NEW BEDFORD — The defense lawyer for Michelle Carter, accused of encouraging a Mattapoisett teen to commit suicide, said she initially tried to get him help and suggested he join her at McLean Hospital, but then became "brainwashed" into assisting him with plans to take his own life.
Carter, the 18-year-old Plainville teen charged with involuntary manslaughter, told Conrad Roy III, 18, to come and join her at McLean Hospital, a psychiatric facility in Belmont, where she was, according to Joseph P. Cataldo. He refused, Cataldo said.
"He ultimately persuaded a young, impressionable girl," the attorney told reporters in an interview."Eventually he gets her to endorse his plan."
Eleven days before Roy committed suicide on July 13, 2014, he sent Carter a text, saying they should commit suicide together "like Romeo and Juliet," the lawyer said. "(Expletive), no we are not dying," Carter replied, according to Cataldo.
Roy died of carbon monoxide poisoning from a gas-powered water pump that was running inside the closed cab of his pickup truck, parked at the Fairhaven Kmart.
Cataldo made his comments in support of a motion to dismiss the grand jury's indictment of Carter. Judge Bettina Borders took the motion under advisement and scheduled the case for Oct. 2 in New Bedford Juvenile Court.
Cataldo did not elaborate on the purpose of Carter being at McLean, but co-counsel Cory Madera said the defense could raise it as an issue later in the case, if the defense loses the motion to dismiss.
In rebuttal, prosecutor Katie Rayburn said Carter knew what she was doing was wrong, and asked Roy to delete her texts to him. She said later that Roy's family would be mad at her and she would go to jail, if those texts were found.
Rayburn said in texts from July 6 to July 12, 2014, Carter berated Roy when he was having second thoughts and did not want to commit suicide, telling him on the night he finally took his own life to "get back in the car."
In one text, Roy asked Carter: "How was your day?" and Carter answered, "When are you going to do it?" according to Rayburn.
The Plainville teen knew Roy was "suicidal" and "especially vulnerable," told him she loved him and urged him to commit suicide, according to Rayburn.
In his arguments Monday, Cataldo said the prosecution was "trying to apply manslaughter to speech." ... Her actual conduct in this case was words... Words over text messages, and a phone call."
"It was his (Roy's) plan. He is someone who caused his own death," Cataldo said. Michelle Carter's only role in this is words."
He said the two teens only saw each other "once or twice in two years," but exchanged "thousands and thousands of text messages."
Cataldo called it a "sad and tragic case," but added that Roy was determined to take his own life, explaining the young man tried unsuccessfully two years earlier, had been in a psychiatric hospital and was taking different medications related to his mental state. He said Roy left behind "suicide notes" for his family when he left his home for what would be the last time.
Rayburn said through the use of technology, Carter participated in Roy's suicide, sending him text messages right before he took his life and by being on the phone with Roy when he died.
She called the words in Carter's texts "hurtful, offensive and likely to cause a violent act," adding that charges such as criminal harassment, stalking and threats are also based only on words. "One can be an aider and abetter simply because of words," she said.
"He (Roy) dies when she's (Carter) on the phone with him," Rayburn said. "It's as though she's there. She hears the voice and hears the water pump. She wants to be on the phone with him to make sure he doesn't back out."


### ASSIGNMENT
In the entries below, every line that contains "procambial" must be located and copied.

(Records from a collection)
------------------------

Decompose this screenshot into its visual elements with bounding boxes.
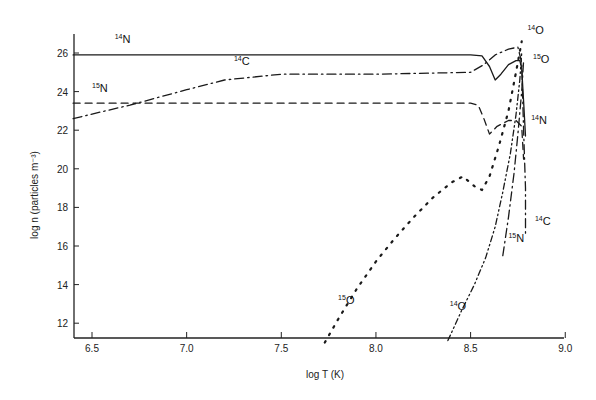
curve-15n-upper- [73, 103, 523, 159]
y-tick-label: 12 [57, 318, 69, 329]
curve-label: 15O [338, 294, 355, 306]
y-tick-label: 24 [57, 87, 69, 98]
curve-labels: 14N14C15N14O15O14N14C15N15O14O [92, 24, 551, 312]
x-tick-label: 7.5 [274, 343, 288, 354]
y-tick-label: 22 [57, 125, 69, 136]
y-axis-title: log n (particles m⁻³) [29, 151, 40, 239]
y-tick-label: 14 [57, 280, 69, 291]
x-tick-label: 9.0 [558, 343, 572, 354]
axes: 12141618202224266.57.07.58.08.59.0 [57, 34, 573, 354]
y-tick-label: 20 [57, 164, 69, 175]
curves [73, 41, 525, 342]
chart: 12141618202224266.57.07.58.08.59.0 14N14… [0, 0, 596, 400]
x-tick-label: 6.5 [85, 343, 99, 354]
y-tick-label: 16 [57, 241, 69, 252]
curve-label: 14C [234, 55, 250, 67]
curve-15n-lower- [503, 61, 524, 256]
curve-label: 14N [115, 33, 131, 45]
x-tick-label: 8.5 [464, 343, 478, 354]
x-tick-label: 8.0 [369, 343, 383, 354]
curve-label: 14C [535, 215, 551, 227]
curve-label: 14O [450, 300, 467, 312]
curve-label: 15O [533, 53, 550, 65]
x-tick-label: 7.0 [180, 343, 194, 354]
curve-label: 14O [527, 24, 544, 36]
x-axis-title: log T (K) [306, 369, 344, 380]
curve-label: 14N [531, 114, 547, 126]
curve-14c [73, 47, 525, 236]
curve-14n [73, 55, 525, 136]
curve-label: 15N [92, 82, 108, 94]
y-tick-label: 18 [57, 202, 69, 213]
curve-label: 15N [508, 232, 524, 244]
y-tick-label: 26 [57, 48, 69, 59]
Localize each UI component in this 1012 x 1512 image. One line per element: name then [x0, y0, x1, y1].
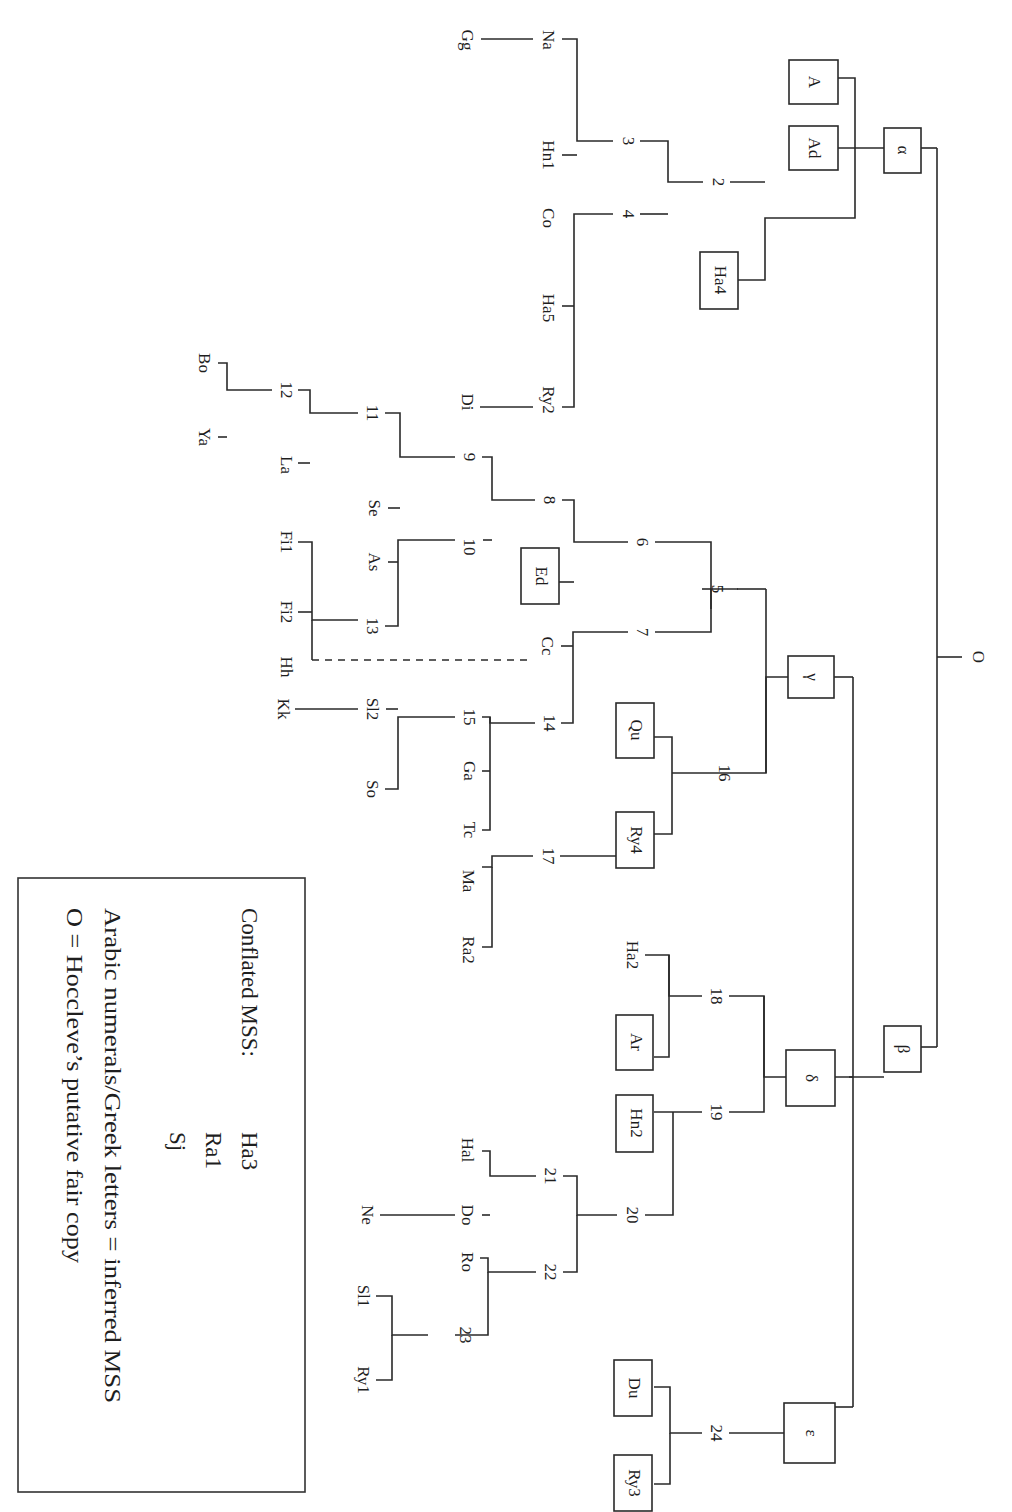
label-Hn2: Hn2: [627, 1108, 646, 1137]
label-O: O: [969, 651, 988, 663]
label-alpha: α: [894, 146, 913, 155]
label-n8: 8: [540, 496, 559, 505]
label-Hal: Hal: [458, 1138, 477, 1163]
label-n12: 12: [277, 382, 296, 399]
label-Ra2: Ra2: [459, 936, 478, 963]
label-Fi2: Fi2: [277, 601, 296, 624]
label-Ad: Ad: [805, 138, 824, 159]
label-delta: δ: [802, 1074, 821, 1082]
label-n19: 19: [707, 1104, 726, 1121]
label-n16: 16: [715, 765, 734, 782]
label-Se: Se: [365, 500, 384, 517]
legend-conflated-ms-3: Sj: [165, 1132, 190, 1151]
label-n20: 20: [623, 1207, 642, 1224]
label-Ma: Ma: [459, 870, 478, 893]
label-Kk: Kk: [274, 699, 293, 720]
label-n11: 11: [363, 405, 382, 421]
label-Ry1: Ry1: [354, 1366, 373, 1394]
label-Ar: Ar: [627, 1033, 646, 1051]
label-Ry3: Ry3: [625, 1469, 644, 1497]
node-labels: O A Ad α Ha4 2 3 4 Na Gg Hn1 Co Ha5 Ry2 …: [195, 30, 988, 1497]
label-Ga: Ga: [460, 761, 479, 781]
label-Co: Co: [539, 208, 558, 228]
label-n2: 2: [709, 178, 728, 187]
label-Sl1: Sl1: [354, 1285, 373, 1308]
label-n21: 21: [541, 1168, 560, 1185]
label-n10: 10: [460, 539, 479, 556]
label-A: A: [805, 76, 824, 89]
legend-conflated-ms-2: Ra1: [201, 1132, 226, 1169]
label-beta: β: [894, 1045, 913, 1054]
label-Ha2: Ha2: [623, 941, 642, 969]
label-n14: 14: [540, 715, 559, 733]
label-n24: 24: [707, 1425, 726, 1443]
label-Cc: Cc: [538, 637, 557, 656]
label-Na: Na: [539, 30, 558, 50]
legend-O-note: O = Hoccleve’s putative fair copy: [62, 908, 87, 1264]
label-Ha4: Ha4: [711, 266, 730, 295]
label-As: As: [365, 553, 384, 572]
label-Ry2: Ry2: [539, 386, 558, 414]
label-n15: 15: [460, 709, 479, 726]
label-Ne: Ne: [358, 1205, 377, 1225]
legend: Conflated MSS: Ha3 Ra1 Sj Arabic numeral…: [18, 878, 305, 1492]
label-n13: 13: [363, 618, 382, 635]
label-Hn1: Hn1: [539, 140, 558, 169]
label-n22: 22: [541, 1264, 560, 1281]
label-Di: Di: [458, 394, 477, 411]
label-n7: 7: [633, 628, 652, 637]
label-n17: 17: [539, 848, 558, 866]
label-Gg: Gg: [458, 30, 477, 51]
label-Fi1: Fi1: [277, 531, 296, 554]
label-Ya: Ya: [195, 428, 214, 447]
label-Ed: Ed: [532, 567, 551, 586]
label-n4: 4: [619, 210, 638, 219]
label-gamma: γ: [803, 672, 822, 681]
label-Ro: Ro: [458, 1252, 477, 1272]
label-Sl2: Sl2: [363, 698, 382, 721]
legend-inferred-note: Arabic numerals/Greek letters = inferred…: [100, 908, 125, 1403]
stemma-diagram: O A Ad α Ha4 2 3 4 Na Gg Hn1 Co Ha5 Ry2 …: [0, 0, 1012, 1512]
label-n18: 18: [707, 988, 726, 1005]
label-Du: Du: [625, 1378, 644, 1399]
label-n9: 9: [460, 453, 479, 462]
label-epsilon: ε: [802, 1429, 821, 1436]
label-Ry4: Ry4: [627, 826, 646, 854]
label-Bo: Bo: [195, 353, 214, 373]
label-Hh: Hh: [277, 657, 296, 678]
legend-conflated-label: Conflated MSS:: [237, 908, 262, 1057]
label-Do: Do: [458, 1205, 477, 1226]
label-Tc: Tc: [460, 822, 479, 839]
label-Qu: Qu: [627, 720, 646, 741]
label-n3: 3: [619, 137, 638, 146]
label-La: La: [277, 456, 296, 474]
tree-edges: [218, 39, 962, 1484]
legend-conflated-ms-1: Ha3: [237, 1132, 262, 1170]
label-n5: 5: [708, 585, 727, 594]
label-So: So: [363, 780, 382, 798]
label-n23: 23: [456, 1327, 475, 1344]
label-Ha5: Ha5: [539, 294, 558, 322]
label-n6: 6: [633, 538, 652, 547]
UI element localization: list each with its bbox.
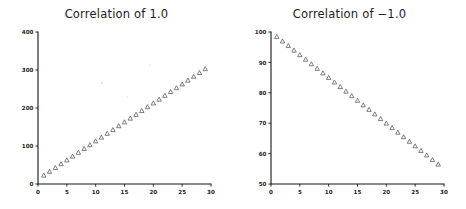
data-point-marker [145,105,149,109]
x-tick-label: 30 [440,189,448,195]
data-point-marker [344,89,348,93]
data-point-marker [309,62,313,66]
x-tick-label: 20 [382,189,390,195]
data-series-markers [42,67,208,177]
x-tick-label: 15 [121,189,129,195]
data-point-marker [122,120,126,124]
data-point-marker [384,121,388,125]
x-tick-label: 5 [65,189,69,195]
data-point-marker [111,127,115,131]
x-tick-label: 0 [36,189,40,195]
data-point-marker [163,93,167,97]
data-point-marker [378,116,382,120]
x-tick-label: 25 [178,189,186,195]
data-point-marker [419,148,423,152]
scatter-plot-negative: 5060708090100051015202530 [233,0,466,209]
data-point-marker [157,97,161,101]
y-tick-label: 90 [259,60,267,66]
data-point-marker [321,71,325,75]
scan-speck [126,96,127,97]
data-point-marker [367,107,371,111]
data-point-marker [413,144,417,148]
data-point-marker [47,169,51,173]
data-point-marker [70,154,74,158]
data-point-marker [93,139,97,143]
data-point-marker [65,158,69,162]
scatter-plot-positive: 0100200300400051015202530 [0,0,233,209]
data-point-marker [292,48,296,52]
x-tick-label: 0 [269,189,273,195]
data-point-marker [180,82,184,86]
data-point-marker [99,135,103,139]
data-point-marker [361,103,365,107]
scan-speck [101,82,103,84]
data-point-marker [390,126,394,130]
axis-spines [38,32,211,184]
figure-canvas: Correlation of 1.0 010020030040005101520… [0,0,466,209]
y-tick-label: 100 [22,143,34,149]
data-point-marker [59,162,63,166]
x-tick-label: 20 [149,189,157,195]
x-tick-label: 10 [325,189,333,195]
data-point-marker [88,143,92,147]
chart-panel-correlation-positive: Correlation of 1.0 010020030040005101520… [0,0,233,209]
x-tick-label: 10 [92,189,100,195]
data-point-marker [134,112,138,116]
data-point-marker [286,43,290,47]
data-point-marker [53,165,57,169]
data-point-marker [140,108,144,112]
data-point-marker [76,150,80,154]
y-tick-label: 100 [255,29,267,35]
data-point-marker [128,116,132,120]
data-point-marker [401,135,405,139]
data-series-markers [275,34,441,166]
y-tick-label: 300 [22,67,34,73]
y-tick-label: 80 [259,90,267,96]
data-point-marker [373,112,377,116]
data-point-marker [396,130,400,134]
y-tick-label: 200 [22,105,34,111]
x-tick-label: 15 [354,189,362,195]
y-tick-label: 400 [22,29,34,35]
data-point-marker [430,157,434,161]
data-point-marker [350,94,354,98]
data-point-marker [192,74,196,78]
data-point-marker [315,66,319,70]
x-tick-label: 5 [298,189,302,195]
data-point-marker [298,53,302,57]
chart-panel-correlation-negative: Correlation of −1.0 50607080901000510152… [233,0,466,209]
y-tick-label: 50 [259,181,267,187]
axis-spines [271,32,444,184]
data-point-marker [168,89,172,93]
data-point-marker [151,101,155,105]
data-point-marker [186,78,190,82]
x-tick-label: 30 [207,189,215,195]
y-tick-label: 0 [30,181,34,187]
data-point-marker [303,57,307,61]
data-point-marker [275,34,279,38]
data-point-marker [203,67,207,71]
data-point-marker [197,70,201,74]
data-point-marker [117,124,121,128]
y-tick-label: 60 [259,151,267,157]
data-point-marker [82,146,86,150]
data-point-marker [332,80,336,84]
data-point-marker [355,98,359,102]
data-point-marker [436,162,440,166]
data-point-marker [326,75,330,79]
scan-speck [149,64,150,65]
data-point-marker [174,86,178,90]
data-point-marker [42,173,46,177]
data-point-marker [425,153,429,157]
x-tick-label: 25 [411,189,419,195]
y-tick-label: 70 [259,120,267,126]
data-point-marker [338,85,342,89]
data-point-marker [407,139,411,143]
data-point-marker [280,39,284,43]
data-point-marker [105,131,109,135]
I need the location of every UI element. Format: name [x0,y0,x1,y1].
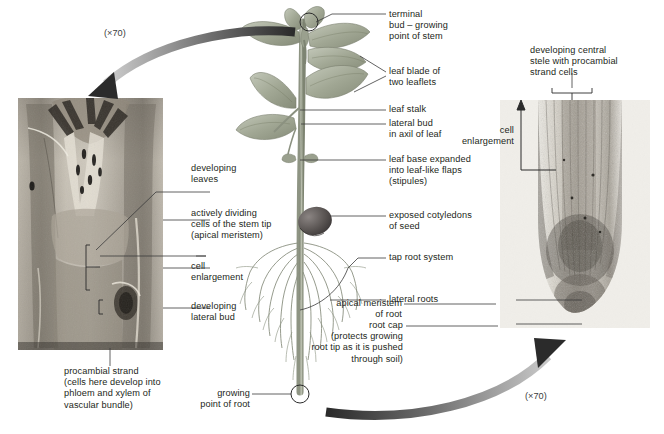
label-cell-enlargement-left: cell enlargement [191,261,243,283]
stem-tip-micrograph [18,98,163,350]
label-growing-point-of-root: growing point of root [160,388,250,410]
mid-right-leaflet [306,65,368,98]
root-tip-micrograph [500,100,650,328]
label-terminal-bud: terminal bud – growing point of stem [389,9,448,43]
figure-root: (×70) (×70) terminal bud – growing point… [0,0,664,434]
label-developing-lateral-bud: developing lateral bud [191,301,236,323]
root-tip-micrograph-image [500,100,650,328]
upper-right-leaflets [304,23,370,72]
label-procambial-strand: procambial strand (cells here develop in… [64,366,161,411]
label-leaf-base: leaf base expanded into leaf-like flaps … [389,154,471,188]
label-leaf-stalk: leaf stalk [389,104,426,115]
circle-marker-stem [300,13,318,31]
label-apical-meristem-root: apical meristem of root [310,298,402,320]
magnification-top: (×70) [104,28,126,38]
circle-marker-root [291,385,309,403]
cotyledon-seed [295,203,335,238]
label-apical-meristem-stem: actively dividing cells of the stem tip … [191,208,272,242]
bracket-stele-right [552,88,592,100]
label-cotyledons: exposed cotyledons of seed [389,210,472,232]
terminal-bud-group [285,7,325,48]
label-developing-leaves: developing leaves [191,163,236,185]
label-root-cap: root cap (protects growing root tip as i… [258,320,403,365]
label-tap-root-system: tap root system [389,252,453,263]
label-lateral-bud: lateral bud in axil of leaf [389,118,441,140]
label-developing-stele: developing central stele with procambial… [530,45,618,79]
curved-arrow-top [88,31,295,99]
mid-left-leaflets [236,72,299,154]
label-leaf-blade: leaf blade of two leaflets [389,66,440,88]
magnification-bottom: (×70) [525,391,547,401]
stipules [282,154,318,163]
label-cell-enlargement-right: cell enlargement [452,125,514,147]
upper-left-leaflet [242,22,300,46]
stem-tip-micrograph-image [18,98,163,350]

------------------------

### EXERCISE OUTPUT
label-procambial-strand: procambial strand (cells here develop in… [64,366,161,411]
label-developing-stele: developing central stele with procambial… [530,45,618,79]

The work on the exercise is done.